Let’s talk about something every woman over 50 knows all too well:
Hormones and the scale have teamed up to gaslight us.
I swear, there was a time in my life when I could work out hard, eat whatever I wanted, and the scale would politely stay in its lane. Now? I so much as look at a carb and the scale jumps three pounds like it’s trying to win a prize.
And don’t even get me started on hormones.
One day I’m fine.
The next day I’m retaining enough water to qualify as a small reservoir.
The day after that I’m crying because I dropped a sock.
Meanwhile, the scale is over there acting like it’s the ultimate authority on my health. As if a number knows anything about my strength, my muscle, my energy, or the fact that I can still pick up my grandbabies and reach the top shelf without calling for backup.
Here’s the truth I’m learning — slowly, stubbornly, and with a lot of side‑eye at my bathroom scale:
Muscle matters more than the number.
Especially in our 50s.
Muscle is hormones.
Muscle is metabolism.
Muscle is confidence.
Muscle is being able to carry all the groceries in one trip because we refuse to make two.

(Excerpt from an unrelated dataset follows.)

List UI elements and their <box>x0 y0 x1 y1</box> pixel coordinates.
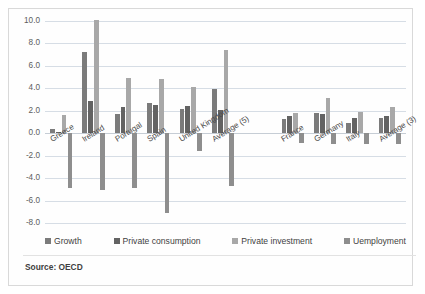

Hormones are not the enemy — they’re just dramatic.
They’re loud.
They’re unpredictable.
They’re like that one friend who cries at commercials and then laughs two seconds later.
But they’re also telling us something:
We need to train smarter, eat smarter, rest smarter, and give ourselves a little grace.
And the scale?
The scale is a tool — not a judge, not a verdict, not a moral compass.

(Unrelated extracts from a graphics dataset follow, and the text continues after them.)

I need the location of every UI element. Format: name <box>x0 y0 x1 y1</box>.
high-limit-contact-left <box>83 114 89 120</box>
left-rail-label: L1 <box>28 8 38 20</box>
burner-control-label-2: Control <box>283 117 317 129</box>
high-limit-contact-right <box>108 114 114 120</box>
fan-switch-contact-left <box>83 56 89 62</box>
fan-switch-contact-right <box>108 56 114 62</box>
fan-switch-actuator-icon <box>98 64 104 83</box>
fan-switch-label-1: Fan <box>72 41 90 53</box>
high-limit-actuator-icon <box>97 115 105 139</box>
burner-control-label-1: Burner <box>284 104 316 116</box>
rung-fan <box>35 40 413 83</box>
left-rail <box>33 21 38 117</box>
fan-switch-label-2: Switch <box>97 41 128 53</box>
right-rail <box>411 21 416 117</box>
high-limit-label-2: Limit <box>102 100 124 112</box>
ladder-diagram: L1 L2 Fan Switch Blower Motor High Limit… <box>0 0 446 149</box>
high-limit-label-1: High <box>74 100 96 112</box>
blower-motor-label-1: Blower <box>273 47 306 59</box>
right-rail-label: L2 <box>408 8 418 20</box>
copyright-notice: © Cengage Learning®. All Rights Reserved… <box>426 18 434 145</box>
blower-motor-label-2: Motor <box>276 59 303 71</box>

It doesn’t get to tell me if I’m doing “good” or “bad.”
It doesn’t get to define my progress.
It doesn’t get to ruin my day unless I hand it the power.
And honestly? I’m done handing it anything.
Because here’s what I can measure:
- How strong I feel
- How well I sleep
- How steady my mood is
- How my clothes fit
- How much energy I have
- How proud I am of myself for showing up
- How many grandbabies I can scoop up without throwing my back out
Those are the numbers that matter.
So yes — I’m a grandma who lifts.
I’m a woman in her 50s navigating hormones that act like toddlers with car keys.
And I’m someone who is learning, day by day, to stop letting the scale run the show.
Because I’m not here to be smaller.
I’m here to be stronger.
And that’s a number the scale will never understand.